Analysis

Central Asia: India’s New Strategic Neighborhood

India’s booming economy needs the oil and gas reserves of the former Soviet republics.

Indian foreign policy has started to morph in recent years from the idealistic and sometimes naive notions of Cold War nonalignment into a more realistic strategy that recognizes the country’s changing interests. India’s alliance building in Central Asia is emblematic of this policy shift.

Walter Russell Mead recently blogged that in the past, Indian policymakers would list three enemies: Pakistan, Pakistan and Pakistan. But the old rivalry of South Asia now only has an emotional, not a rational connection with either the present or the future. India and Pakistan are working to improve their bilateral relationship. During his second visit to Islamabad last week, India’s foreign minister Somanahalli Mallaiah Krishna reiterated his country’s wish to see a peaceful and prosperous neighbor.

One of the reasons for India’s continuous engagement with Pakistan is that it is on the road to Central Asia. The former Soviet satellite states in the region possess vast energy reserves and have attracted the attention of nearby great powers.

India cannot afford to lag behind. Since the beginning of the twenty-first century, it has sought an influence in Central Asia. The levels of engagement have been economical and political.

As an emerging “global economic powerhouse,” India will require huge quantities of oil and natural gas to support its industrial production. At present, India is the sixth largest energy consumer in the world. Its oil demand is expected to increase to two hundred million tonnes in 2025. To meet this rising demand, India cannot rely exclusively on petroleum exporting nations in the Middle East.

Indian companies are already active in Central Asia. In Kazakhstan, India’s ONGC Videsh Limited is engaged in the exploration of oilfields. AcelorMittal owns metallurgical plant and coal mines in the same country.

In May, Turkmenistan finally agreed to the construction of the Turkmenistan-Afghanistan-Pakistan-India or TAPI gas pipeline. India is also invested in Afghanistan which similarly contains huge natural resources.

Besides their economic value, countries in Central Asia are of strategic significance. If India is to sustain its relationship with the government in Kabul after the NATO withdrawal in 2014, stable relations with the republics to the north will be vital given the ethnic overlap between the countries.

Mead points out that China, which also eyes Central Asia’s energy and minerals, “has a big head start over Delhi when it comes to building roads, revamping public transport networks and goodwill gestures like doling out scholarships to Kazakhs, Tajiks and Kyrgyz.” Indian trade with the region is also very limited at present.

It’s no wonder, then, that Indian policy planners are looking for ways to expand India’s presence in the region — especially in countries, like Tajikistan, that fear a Taliban revival just as much as India does, if not more.

Afghan warlords belonging to powerful Tajik ethnic groups have close ties with Tajikstan. They constituted a major part of the Northern Alliance that fought against the Taliban before these Sunni Islamist fanatics managed to take Kabul in 1996, with Pakistani support.

The Tajik are now an integral part of the Afghan army. Once foreign troops pull out, India’s fate in Afghanistan will depend on the support it can extract from one or more of the main ethnic and interest groups in the country as well as its alliances with neighboring countries.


- [Task requirements]:
Look through the records and report how many lines include the word "Insurance", with no other words.

○ ○ ○ ○

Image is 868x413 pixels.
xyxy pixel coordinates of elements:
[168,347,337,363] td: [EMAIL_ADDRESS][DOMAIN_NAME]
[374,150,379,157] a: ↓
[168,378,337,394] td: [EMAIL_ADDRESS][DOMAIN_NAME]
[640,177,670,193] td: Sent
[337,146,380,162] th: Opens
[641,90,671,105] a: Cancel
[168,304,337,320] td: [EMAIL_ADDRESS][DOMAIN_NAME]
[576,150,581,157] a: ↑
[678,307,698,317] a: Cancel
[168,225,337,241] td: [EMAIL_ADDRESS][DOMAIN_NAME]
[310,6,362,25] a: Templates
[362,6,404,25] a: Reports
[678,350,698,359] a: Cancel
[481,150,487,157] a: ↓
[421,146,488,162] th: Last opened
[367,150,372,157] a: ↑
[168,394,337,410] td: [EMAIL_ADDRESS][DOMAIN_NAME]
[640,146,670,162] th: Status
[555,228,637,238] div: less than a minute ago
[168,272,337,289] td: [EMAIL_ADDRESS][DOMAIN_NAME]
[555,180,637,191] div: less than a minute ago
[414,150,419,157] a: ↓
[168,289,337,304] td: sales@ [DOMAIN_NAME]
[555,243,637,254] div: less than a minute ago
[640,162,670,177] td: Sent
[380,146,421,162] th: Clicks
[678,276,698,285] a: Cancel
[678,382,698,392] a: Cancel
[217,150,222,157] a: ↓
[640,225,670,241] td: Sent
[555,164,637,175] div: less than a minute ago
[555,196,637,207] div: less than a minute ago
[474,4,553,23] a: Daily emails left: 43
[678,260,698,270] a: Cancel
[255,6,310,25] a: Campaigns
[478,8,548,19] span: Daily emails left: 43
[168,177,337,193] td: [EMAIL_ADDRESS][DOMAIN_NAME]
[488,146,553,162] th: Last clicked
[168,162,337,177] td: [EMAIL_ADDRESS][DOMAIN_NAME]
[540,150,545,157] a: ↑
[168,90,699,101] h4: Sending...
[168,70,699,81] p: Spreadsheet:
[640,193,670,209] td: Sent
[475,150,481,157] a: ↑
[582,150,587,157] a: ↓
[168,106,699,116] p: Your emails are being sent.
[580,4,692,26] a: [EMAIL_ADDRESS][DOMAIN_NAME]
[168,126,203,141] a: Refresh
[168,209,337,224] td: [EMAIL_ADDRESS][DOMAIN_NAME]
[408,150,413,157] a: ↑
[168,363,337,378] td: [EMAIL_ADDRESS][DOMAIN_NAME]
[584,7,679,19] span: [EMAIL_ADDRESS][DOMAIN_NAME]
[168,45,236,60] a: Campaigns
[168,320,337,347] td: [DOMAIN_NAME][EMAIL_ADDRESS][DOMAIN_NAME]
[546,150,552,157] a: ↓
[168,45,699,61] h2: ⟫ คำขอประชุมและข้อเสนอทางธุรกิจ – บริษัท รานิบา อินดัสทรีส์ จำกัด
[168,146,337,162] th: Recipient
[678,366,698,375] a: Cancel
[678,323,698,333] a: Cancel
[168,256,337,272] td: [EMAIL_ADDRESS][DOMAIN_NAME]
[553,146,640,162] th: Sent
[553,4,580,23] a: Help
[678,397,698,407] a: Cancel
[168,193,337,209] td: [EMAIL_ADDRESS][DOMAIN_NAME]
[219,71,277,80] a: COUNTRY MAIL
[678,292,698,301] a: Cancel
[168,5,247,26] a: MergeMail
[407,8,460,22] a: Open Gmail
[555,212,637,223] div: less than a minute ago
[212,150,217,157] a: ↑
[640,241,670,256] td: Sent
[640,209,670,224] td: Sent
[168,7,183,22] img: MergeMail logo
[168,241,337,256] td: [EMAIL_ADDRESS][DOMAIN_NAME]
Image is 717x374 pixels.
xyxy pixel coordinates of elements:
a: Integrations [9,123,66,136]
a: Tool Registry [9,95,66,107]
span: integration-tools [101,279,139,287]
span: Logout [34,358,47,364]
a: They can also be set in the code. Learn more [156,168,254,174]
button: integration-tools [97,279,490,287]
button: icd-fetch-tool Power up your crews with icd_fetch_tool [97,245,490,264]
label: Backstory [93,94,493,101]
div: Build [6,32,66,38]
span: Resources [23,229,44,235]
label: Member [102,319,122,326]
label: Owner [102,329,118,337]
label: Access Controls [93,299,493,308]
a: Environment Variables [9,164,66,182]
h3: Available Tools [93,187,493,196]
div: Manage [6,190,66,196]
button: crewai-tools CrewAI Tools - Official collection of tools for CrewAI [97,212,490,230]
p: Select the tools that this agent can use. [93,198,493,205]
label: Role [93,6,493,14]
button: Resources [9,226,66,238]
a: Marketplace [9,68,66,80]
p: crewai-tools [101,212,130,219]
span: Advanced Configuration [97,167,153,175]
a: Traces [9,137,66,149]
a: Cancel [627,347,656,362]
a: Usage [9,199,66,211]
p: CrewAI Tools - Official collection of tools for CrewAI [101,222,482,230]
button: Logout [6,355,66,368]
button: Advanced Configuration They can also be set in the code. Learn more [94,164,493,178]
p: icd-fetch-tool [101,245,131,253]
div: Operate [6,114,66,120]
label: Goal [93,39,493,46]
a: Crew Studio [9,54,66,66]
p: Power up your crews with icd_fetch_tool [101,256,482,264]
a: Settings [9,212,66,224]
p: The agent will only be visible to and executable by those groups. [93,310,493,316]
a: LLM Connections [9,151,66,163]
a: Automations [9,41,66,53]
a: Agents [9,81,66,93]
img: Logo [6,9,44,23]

○ ○ ○ ○

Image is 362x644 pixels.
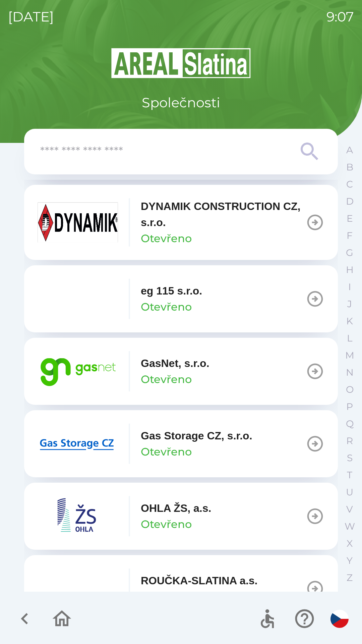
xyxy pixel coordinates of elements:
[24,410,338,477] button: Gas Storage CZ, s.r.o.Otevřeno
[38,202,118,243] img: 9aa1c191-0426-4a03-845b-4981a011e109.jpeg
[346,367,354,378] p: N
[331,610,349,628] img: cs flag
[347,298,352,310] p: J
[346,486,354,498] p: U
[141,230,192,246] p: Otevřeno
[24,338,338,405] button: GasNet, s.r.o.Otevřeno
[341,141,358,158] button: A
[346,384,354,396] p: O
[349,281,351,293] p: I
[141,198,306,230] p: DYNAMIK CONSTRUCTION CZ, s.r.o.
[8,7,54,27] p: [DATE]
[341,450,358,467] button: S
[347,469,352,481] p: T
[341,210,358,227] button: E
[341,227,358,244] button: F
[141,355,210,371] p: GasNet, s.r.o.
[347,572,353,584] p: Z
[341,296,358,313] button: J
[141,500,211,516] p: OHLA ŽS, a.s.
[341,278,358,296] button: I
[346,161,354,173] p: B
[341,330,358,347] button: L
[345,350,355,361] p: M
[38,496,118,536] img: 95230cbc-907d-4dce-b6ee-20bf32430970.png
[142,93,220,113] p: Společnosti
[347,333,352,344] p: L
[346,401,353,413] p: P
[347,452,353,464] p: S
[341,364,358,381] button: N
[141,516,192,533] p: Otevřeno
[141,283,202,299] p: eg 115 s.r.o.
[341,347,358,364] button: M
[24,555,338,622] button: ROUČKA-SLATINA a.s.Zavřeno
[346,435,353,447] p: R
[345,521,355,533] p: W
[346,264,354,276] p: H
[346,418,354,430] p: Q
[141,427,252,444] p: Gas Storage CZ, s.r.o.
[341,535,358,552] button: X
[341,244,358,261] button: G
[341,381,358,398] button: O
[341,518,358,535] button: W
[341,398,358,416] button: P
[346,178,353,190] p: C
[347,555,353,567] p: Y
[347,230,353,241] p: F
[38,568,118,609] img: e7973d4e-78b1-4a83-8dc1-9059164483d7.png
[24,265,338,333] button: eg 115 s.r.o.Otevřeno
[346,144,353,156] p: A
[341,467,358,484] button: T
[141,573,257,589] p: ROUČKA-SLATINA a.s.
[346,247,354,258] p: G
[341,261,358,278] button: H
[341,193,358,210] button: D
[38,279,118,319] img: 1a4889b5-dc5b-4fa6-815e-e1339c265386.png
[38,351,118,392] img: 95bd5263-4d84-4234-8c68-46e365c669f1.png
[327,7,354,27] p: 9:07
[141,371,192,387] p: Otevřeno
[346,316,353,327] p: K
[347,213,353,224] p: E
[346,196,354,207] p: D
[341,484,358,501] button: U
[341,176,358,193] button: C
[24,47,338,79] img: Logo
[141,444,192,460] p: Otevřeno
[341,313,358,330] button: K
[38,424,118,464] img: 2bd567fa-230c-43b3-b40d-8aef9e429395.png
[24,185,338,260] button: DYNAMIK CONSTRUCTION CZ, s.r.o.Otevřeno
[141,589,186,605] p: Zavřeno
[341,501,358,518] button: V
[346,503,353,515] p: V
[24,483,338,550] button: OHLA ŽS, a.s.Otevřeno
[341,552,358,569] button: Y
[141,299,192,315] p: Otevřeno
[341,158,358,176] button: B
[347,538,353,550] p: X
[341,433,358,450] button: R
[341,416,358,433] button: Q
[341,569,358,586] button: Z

○ ○ ○ ○

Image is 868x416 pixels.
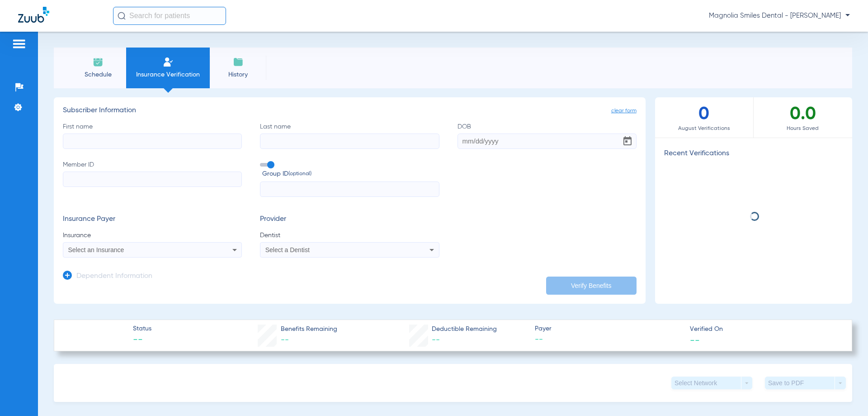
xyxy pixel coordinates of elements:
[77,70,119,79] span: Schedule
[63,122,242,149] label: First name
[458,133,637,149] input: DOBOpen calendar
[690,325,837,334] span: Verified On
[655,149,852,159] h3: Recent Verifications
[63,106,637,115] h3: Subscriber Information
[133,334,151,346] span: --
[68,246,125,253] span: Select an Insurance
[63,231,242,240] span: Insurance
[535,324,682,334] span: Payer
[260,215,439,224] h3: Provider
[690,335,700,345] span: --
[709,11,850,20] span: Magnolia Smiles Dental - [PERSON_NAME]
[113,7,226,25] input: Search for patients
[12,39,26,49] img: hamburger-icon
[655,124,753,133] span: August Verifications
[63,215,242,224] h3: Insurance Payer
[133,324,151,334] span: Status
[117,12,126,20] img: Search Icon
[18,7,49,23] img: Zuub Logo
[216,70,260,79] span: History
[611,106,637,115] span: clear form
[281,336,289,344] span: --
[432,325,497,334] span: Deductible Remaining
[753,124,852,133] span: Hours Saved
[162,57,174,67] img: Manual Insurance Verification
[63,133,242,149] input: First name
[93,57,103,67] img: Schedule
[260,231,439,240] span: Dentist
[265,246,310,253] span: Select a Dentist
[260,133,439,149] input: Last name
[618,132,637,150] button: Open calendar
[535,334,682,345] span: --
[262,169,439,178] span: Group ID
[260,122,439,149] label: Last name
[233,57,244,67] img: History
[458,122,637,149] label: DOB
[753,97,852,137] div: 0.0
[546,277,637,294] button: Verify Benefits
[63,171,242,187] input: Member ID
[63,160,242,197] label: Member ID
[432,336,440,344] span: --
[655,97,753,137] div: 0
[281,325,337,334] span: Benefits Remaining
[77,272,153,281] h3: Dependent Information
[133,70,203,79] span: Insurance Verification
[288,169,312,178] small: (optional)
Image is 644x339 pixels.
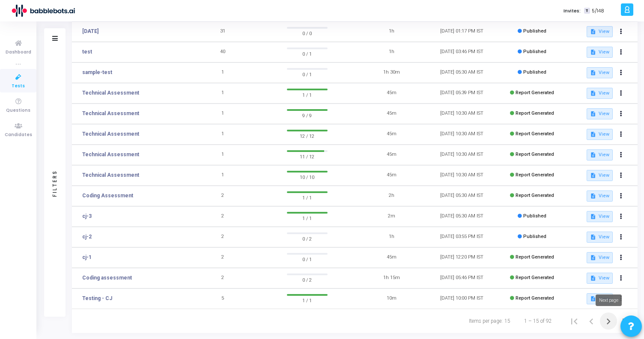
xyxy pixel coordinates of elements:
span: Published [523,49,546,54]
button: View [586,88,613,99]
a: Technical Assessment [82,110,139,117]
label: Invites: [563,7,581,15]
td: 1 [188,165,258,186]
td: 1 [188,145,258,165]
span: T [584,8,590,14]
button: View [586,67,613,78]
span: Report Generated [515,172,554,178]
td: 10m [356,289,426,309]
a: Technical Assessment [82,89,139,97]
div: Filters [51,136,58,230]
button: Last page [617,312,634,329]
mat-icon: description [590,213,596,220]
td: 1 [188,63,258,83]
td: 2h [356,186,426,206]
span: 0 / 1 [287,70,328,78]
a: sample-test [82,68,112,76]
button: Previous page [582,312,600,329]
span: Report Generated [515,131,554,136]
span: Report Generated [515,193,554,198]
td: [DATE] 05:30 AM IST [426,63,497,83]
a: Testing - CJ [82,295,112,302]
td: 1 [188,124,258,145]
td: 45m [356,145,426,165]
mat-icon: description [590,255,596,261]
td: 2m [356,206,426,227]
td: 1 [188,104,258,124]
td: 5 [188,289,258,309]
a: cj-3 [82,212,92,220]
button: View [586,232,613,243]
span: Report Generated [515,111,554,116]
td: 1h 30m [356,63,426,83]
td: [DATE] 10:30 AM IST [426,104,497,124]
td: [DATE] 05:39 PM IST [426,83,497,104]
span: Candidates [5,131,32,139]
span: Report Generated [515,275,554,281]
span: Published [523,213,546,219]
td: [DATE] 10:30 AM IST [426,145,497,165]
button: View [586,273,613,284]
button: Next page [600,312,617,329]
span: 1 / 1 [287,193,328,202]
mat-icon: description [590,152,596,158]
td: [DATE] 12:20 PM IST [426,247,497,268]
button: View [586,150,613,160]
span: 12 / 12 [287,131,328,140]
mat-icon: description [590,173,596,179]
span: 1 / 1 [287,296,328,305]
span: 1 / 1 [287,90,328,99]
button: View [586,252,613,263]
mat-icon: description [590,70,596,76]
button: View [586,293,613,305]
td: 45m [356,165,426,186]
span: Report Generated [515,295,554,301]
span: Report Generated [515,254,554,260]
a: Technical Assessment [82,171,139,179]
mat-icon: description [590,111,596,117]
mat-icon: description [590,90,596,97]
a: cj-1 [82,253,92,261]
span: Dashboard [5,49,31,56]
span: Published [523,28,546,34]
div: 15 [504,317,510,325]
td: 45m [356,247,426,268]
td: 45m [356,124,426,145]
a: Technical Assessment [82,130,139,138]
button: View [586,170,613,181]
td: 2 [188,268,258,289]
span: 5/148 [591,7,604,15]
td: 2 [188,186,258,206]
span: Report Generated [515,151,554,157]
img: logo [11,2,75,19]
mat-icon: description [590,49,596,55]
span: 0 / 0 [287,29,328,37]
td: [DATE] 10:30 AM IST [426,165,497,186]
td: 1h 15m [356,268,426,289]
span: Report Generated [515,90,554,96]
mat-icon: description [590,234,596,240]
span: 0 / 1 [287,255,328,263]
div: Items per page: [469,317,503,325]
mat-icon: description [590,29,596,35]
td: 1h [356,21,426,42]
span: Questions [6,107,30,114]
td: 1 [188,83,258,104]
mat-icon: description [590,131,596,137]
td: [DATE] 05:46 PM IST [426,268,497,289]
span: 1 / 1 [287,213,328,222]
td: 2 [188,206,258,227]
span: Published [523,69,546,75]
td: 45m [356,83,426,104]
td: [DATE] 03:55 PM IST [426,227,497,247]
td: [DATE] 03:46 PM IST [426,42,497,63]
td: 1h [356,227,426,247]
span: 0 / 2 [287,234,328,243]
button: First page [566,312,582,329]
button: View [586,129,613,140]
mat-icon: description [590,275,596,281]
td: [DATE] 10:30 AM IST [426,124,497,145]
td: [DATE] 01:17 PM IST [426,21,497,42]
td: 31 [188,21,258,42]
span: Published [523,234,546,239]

○ ○ ○ ○

- [Exercise output]:
5